Suspensions in the nation’s K-12 schools increased from 1.7 to 5 million from 1974 to 2011—a disproportionate percentage of whom were minority and low-income students. Yet teachers, in this study, who got the online belongingness prompt, suspended only half the students over the next year as a control group of unprompted teachers. No policy change, no training program, no teacher accountability system, just a prompt, a nudge to be empathic and consider students’ sense of belonging and promise.

This is a big way that good schools—like good restaurants as my colleague Joshua Aronson has pointed out to me–get built; guiding principles minutely and persistently applied to all aspects of schooling, keeping track of how they work out and refining them to better and better effect—the ground game of school improvement.

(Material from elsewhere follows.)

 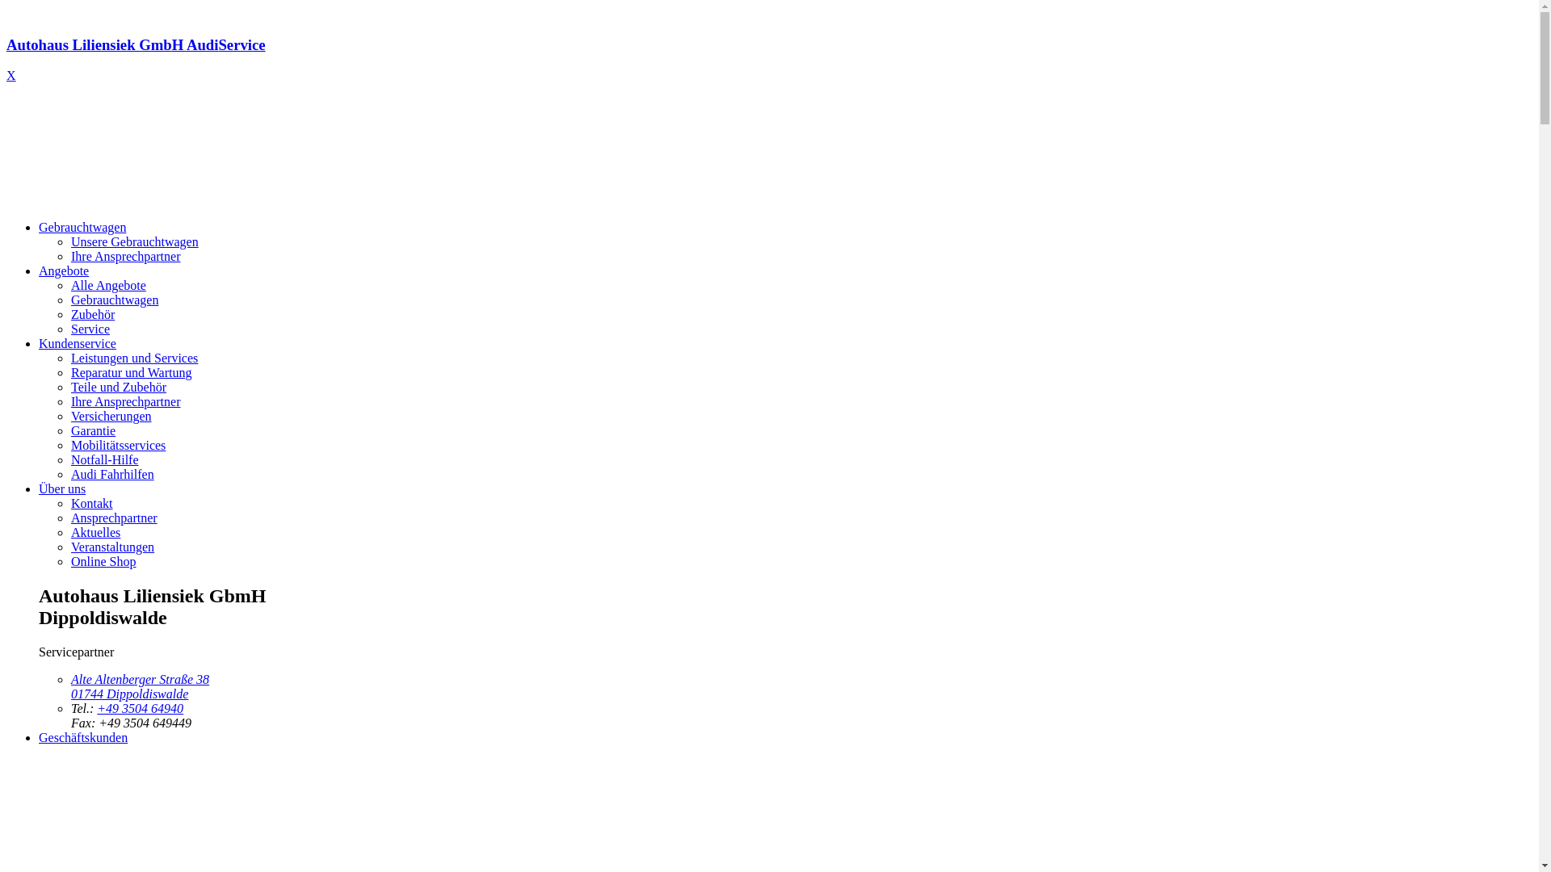 I want to click on Service, so click(x=90, y=330).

Just how much can be accomplished this way? How big is the claim here? Pretty big. The focus, patience, discipline, and grit needed for school reform in the complex policy and funding world in which most public schools exist today, can’t be minimized. School reform is tough. And sustained school reform is…well…a true feat.

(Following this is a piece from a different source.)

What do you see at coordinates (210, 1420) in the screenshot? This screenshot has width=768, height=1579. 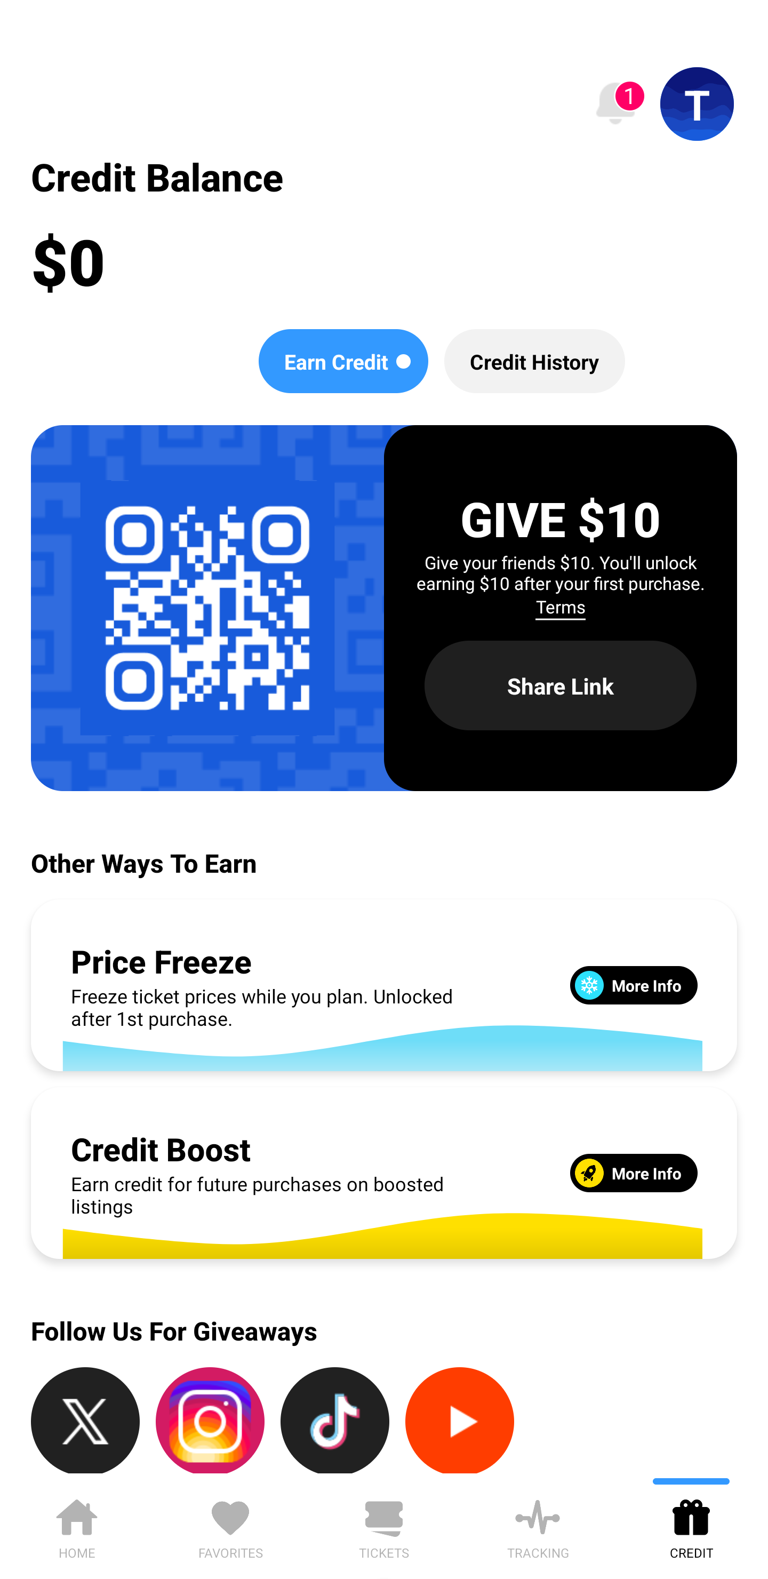 I see `Instagram` at bounding box center [210, 1420].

That said, I have two reasons for my “pretty big” optimism. The identification paradigm identifies what is probably a major mal-effect of the cognitive accountability paradigm—the fact that, for students in Tyler’s situation, it probably fosters more school alienation than school identification. And because this paradigm is the dominant U.S. paradigm, this mal-effect is likely massive. Simply not doing this so much, not entrapping these students in school cultures that send so many signals about their deficits and how much grit and the like it will take for them to be even “normal” would probably help a lot. When you have a life that makes schooling largely irrelevant to your biggest, pressing needs, signals like these give you slim grounds for the heroic faith the cognitive accountability regime asks of you. Part of my optimism comes from believing that a lot less of this could itself be transformative—as is the mode in many of our Independent schools and some of the best school systems in the world such as, most famously, the case of Finland.

My second optimism is that the identification paradigm brings into an overarching strategy many tactics for school improvement that have been demonstrated to have high leverage effectiveness, but that have been used in only scattered and marginal ways throughout U.S. public schools. Using them more, developing them more and consistently asking the “belongingness-promise” question in school decision-making, I believe, could help change the sad fabric of American schooling that Pianta and his colleagues have documented.

What a difference a paradigm can make. As research increasingly shows, even a little effort helping these students feel they belong and have promise in our classrooms–despite their empty stomachs, deficits, ongoing stresses and the negative images they contend with—as many good teachers know—can make a big difference.